As a child I read a lovely description of a lawn tennis match in Tolstoy's "Anna Karenina" and immediately felt that I wanted to be part of this world and game.
This is the passage, verbatim:
"After dinner they sat on the terrace, then they proceeded to play
lawn tennis. The players, divided into two parties, stood on
opposite sides of a tightly drawn net with gilt poles on the
carefully leveled and rolled croquet-ground. Darya Alexandrovna
made an attempt to play, but it was a long time before she could
understand the game, and by the time she did understand it, she
was so tired that she sat down with Princess Varvara and simply
looked on at the players. Her partner, Tushkevitch, gave up
playing too, but the others kept the game up for a long time.
Sviazhsky and Vronsky both played very well and seriously.

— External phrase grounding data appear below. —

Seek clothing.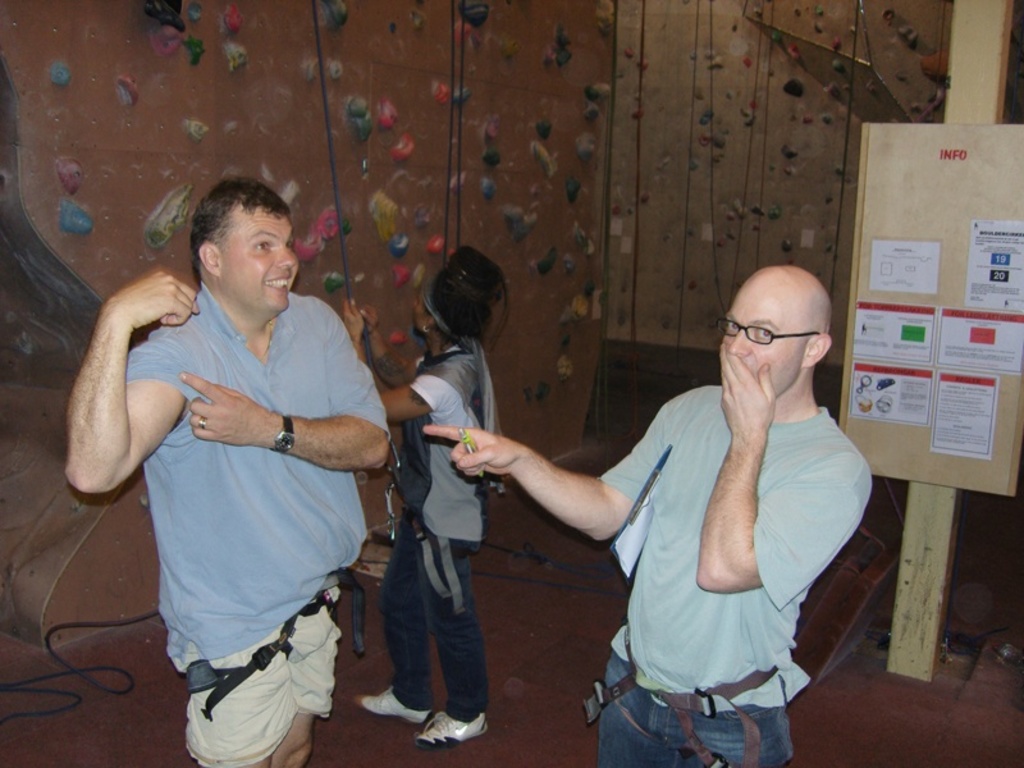
(397,342,489,539).
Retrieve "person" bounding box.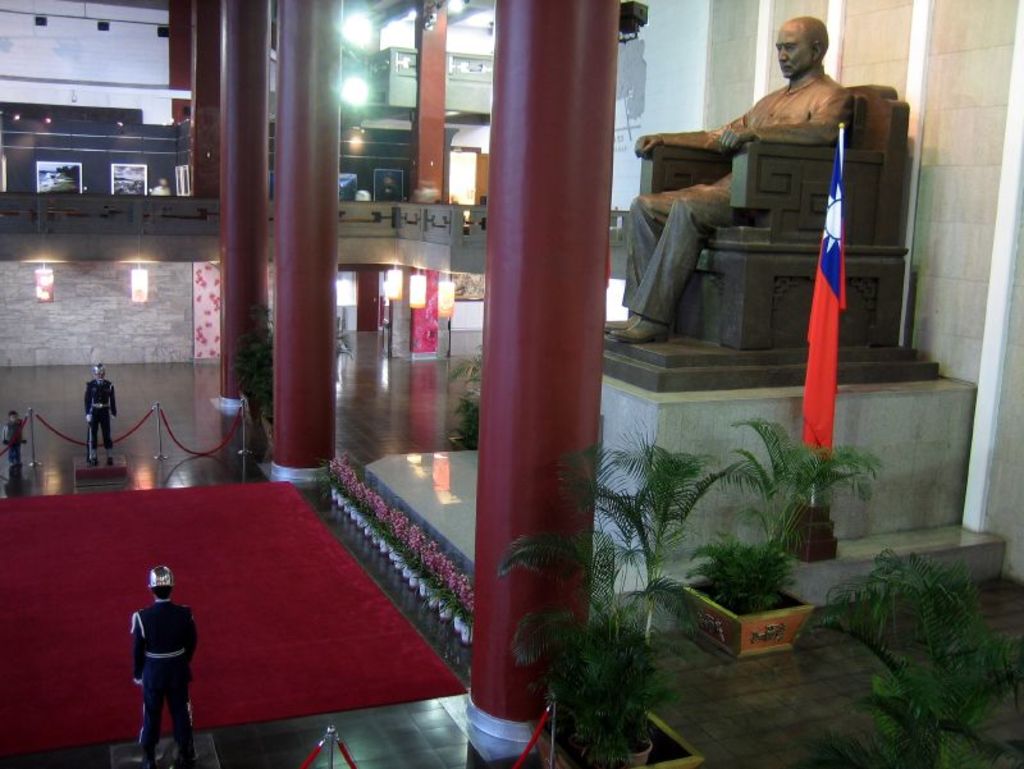
Bounding box: 600,15,861,343.
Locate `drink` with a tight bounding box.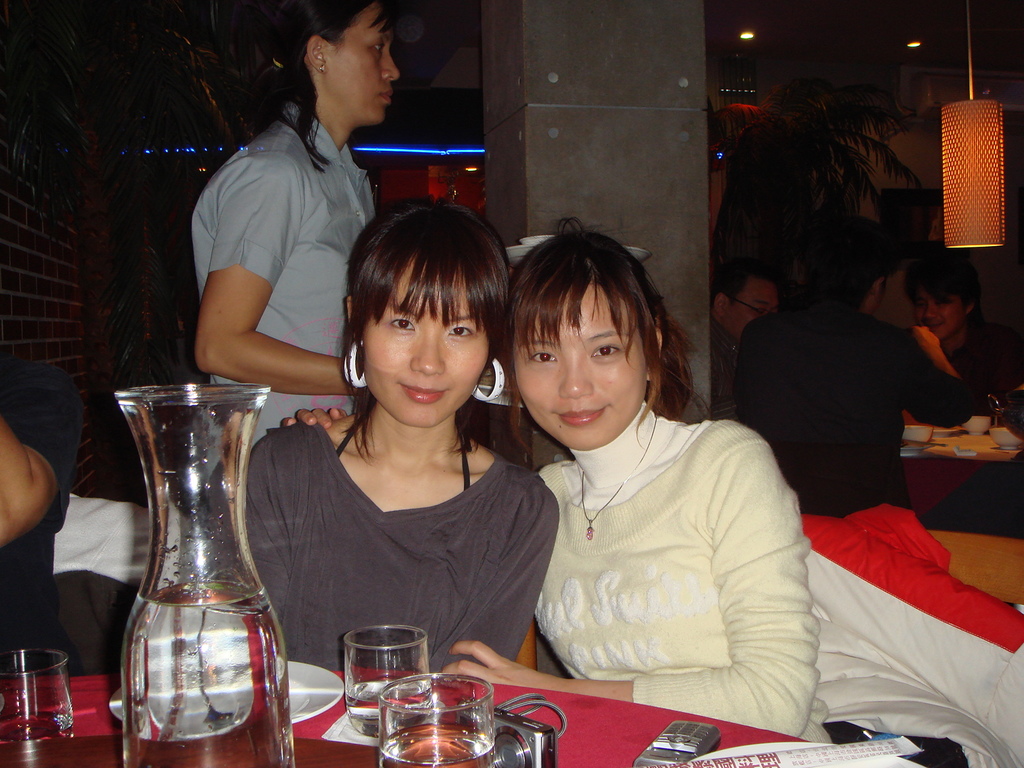
locate(0, 705, 72, 737).
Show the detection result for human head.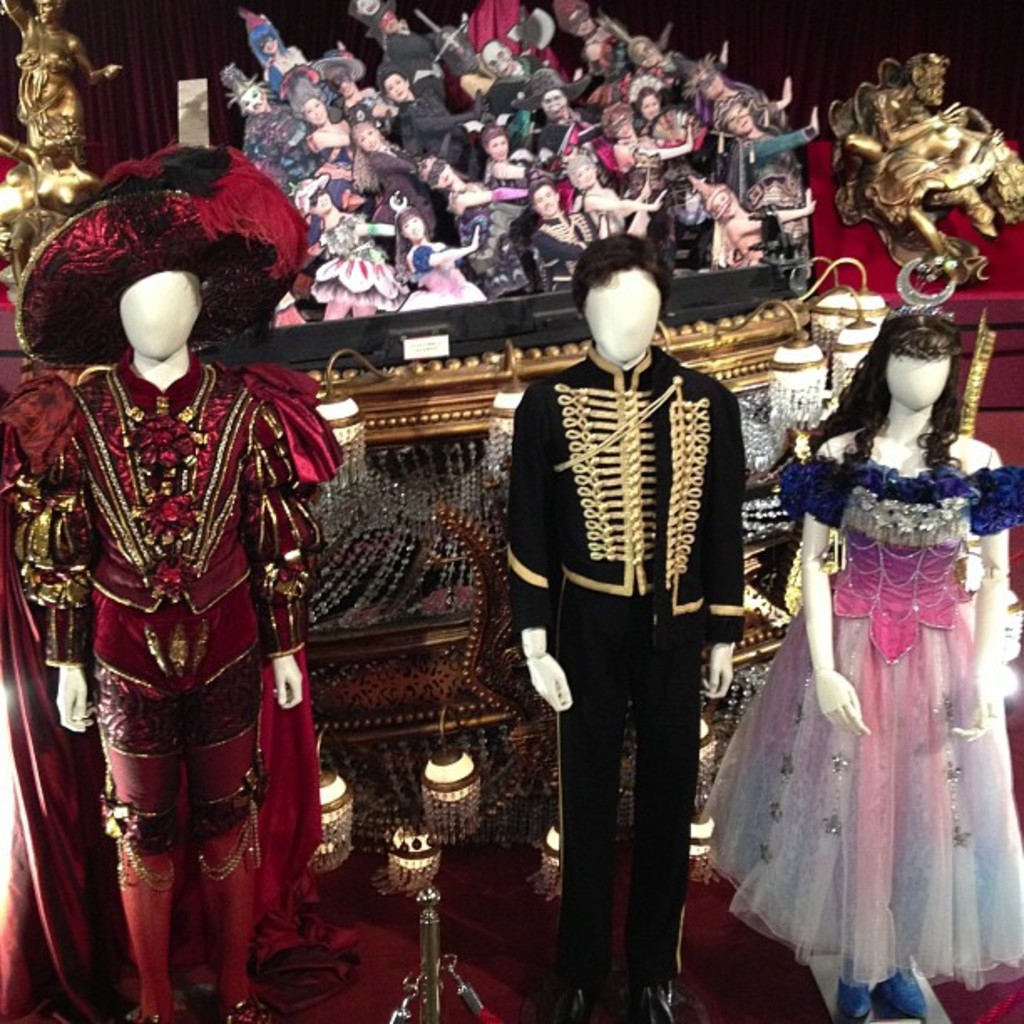
(350,0,403,33).
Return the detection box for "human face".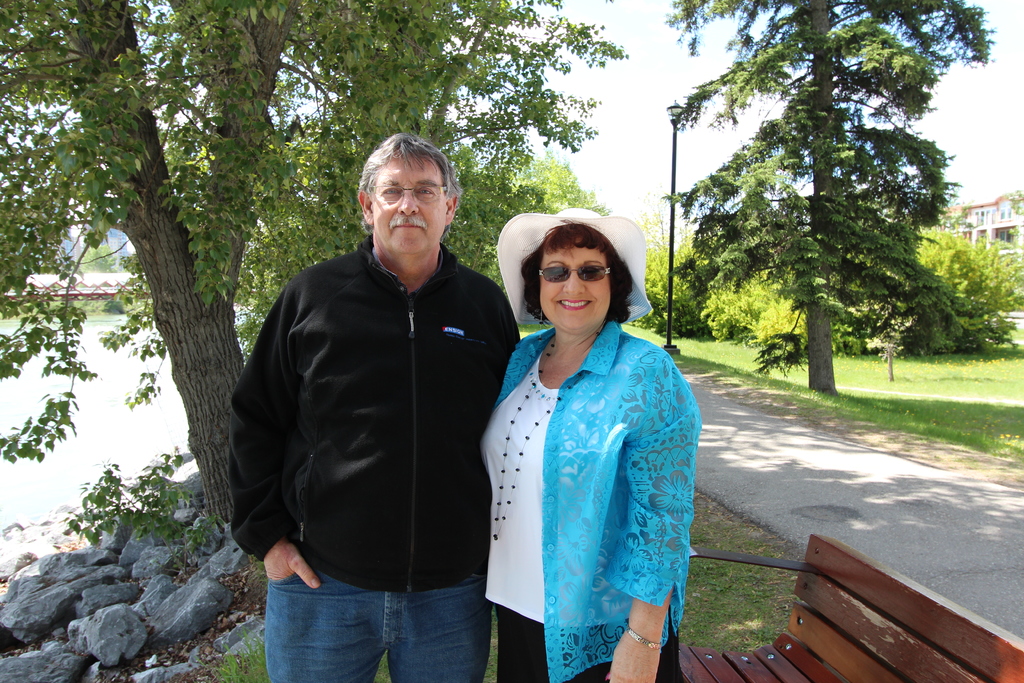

They
kept a sharp lookout on the balls served to them, and without
haste or getting in each other's way, they ran adroitly up to
them, waited for the rebound, and neatly and accurately returned
them over the net. Veslovsky played worse than the others. He
was too eager, but he kept the players lively with his high
spirits. His laughter and outcries never paused. Like the other
men of the party, with the ladies' permission, he took off his
coat, and his solid, comely figure in his white shirt-sleeves,
with his red perspiring face and his impulsive movements, made a
picture that imprinted itself vividly on the memory."